The Hundred has no merit whatsoever except that it allows the ECB to control a format of its own, but in doing so they have drastically weakened the county cricket structure. The inevitable consequence of this is that red ball cricket, the staple of the county game, will be permanently weakened, and without red ball cricket there will be no Test cricket, and then the game will have gone. Pretty soon the time will come when even 100 balls is too long, so they have to introduce 50 ball matches, or 10 ball matches, or just the bowl-out, and even then, kids who don’t want to be interested in cricket will just get deeper into their X-boxes or the 2040 equivalent thereof, and cricket will become another knur and spell, a game that in olden times was played in England.

A higher profile for the women’s game, thanks to the Hundred?

This is why the Hundred is wrong. It is a format too far.
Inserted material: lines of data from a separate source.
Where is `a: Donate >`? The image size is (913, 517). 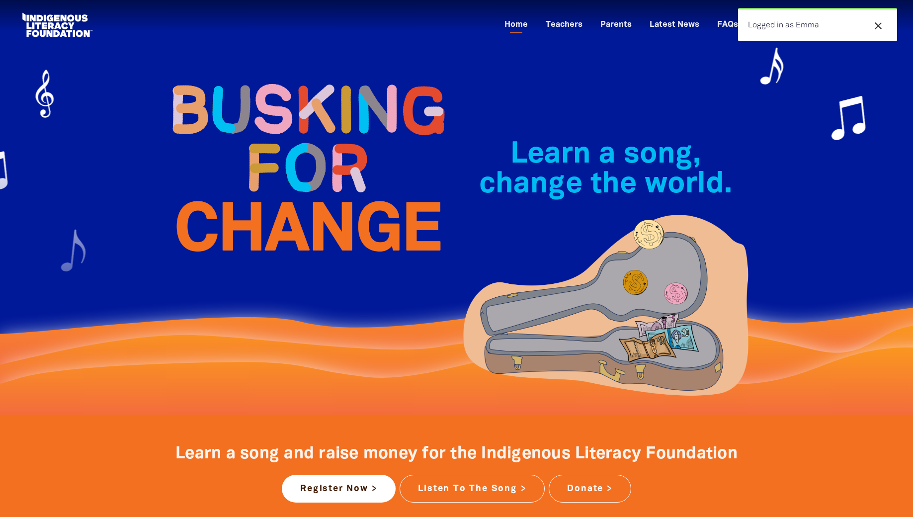 a: Donate > is located at coordinates (589, 488).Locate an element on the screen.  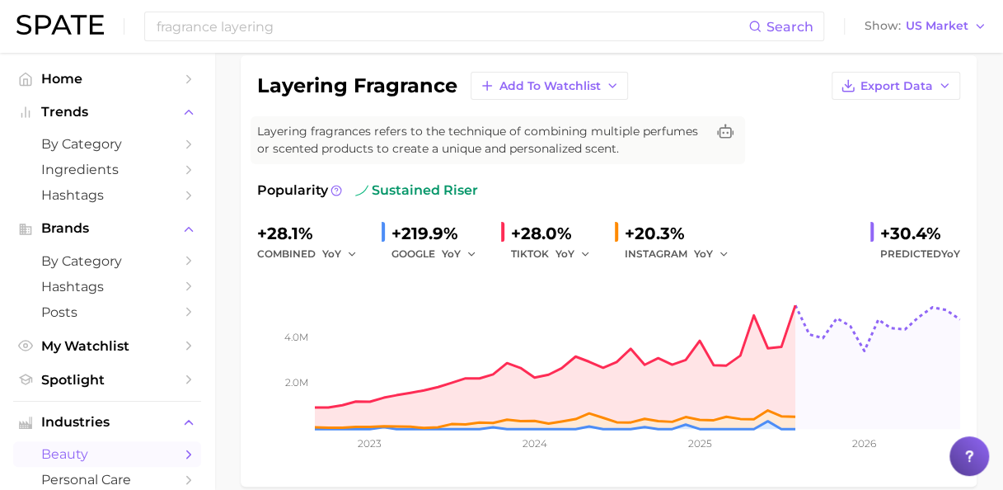
button: Brands is located at coordinates (107, 228).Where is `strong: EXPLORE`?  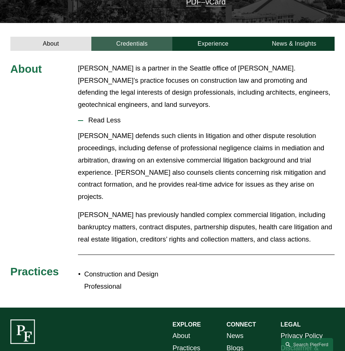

It may bring in money to the ECB, but there is no evidence yet that they are going to distribute it wisely. The cricket is no better and the crowds no bigger than at T20 matches, whatever the television commentators may say. It may bring in a few new fans for that form of the game, but how many of them will become red ball cricket fans is very much open to doubt. It may make a few cricketers richer, which is not a bad thing and nobody blames any professional who takes the Hundred’s wages, but will it bring more cricketers into the professional pipeline? It is certainly raising the awareness of of women’s cricket, which is an unqualified good thing, but we didn’t need a new competition to do that. And by breaking the county structure it will do nothing to help girls (and boys) at 14, 15 and 16 years old to get access to top quality coaching and competitive games.

The trouble is, the Hundred is almost certainly here to stay. Forget the past and crack on into cricket’s brave new world. Today is today and yesterday is history.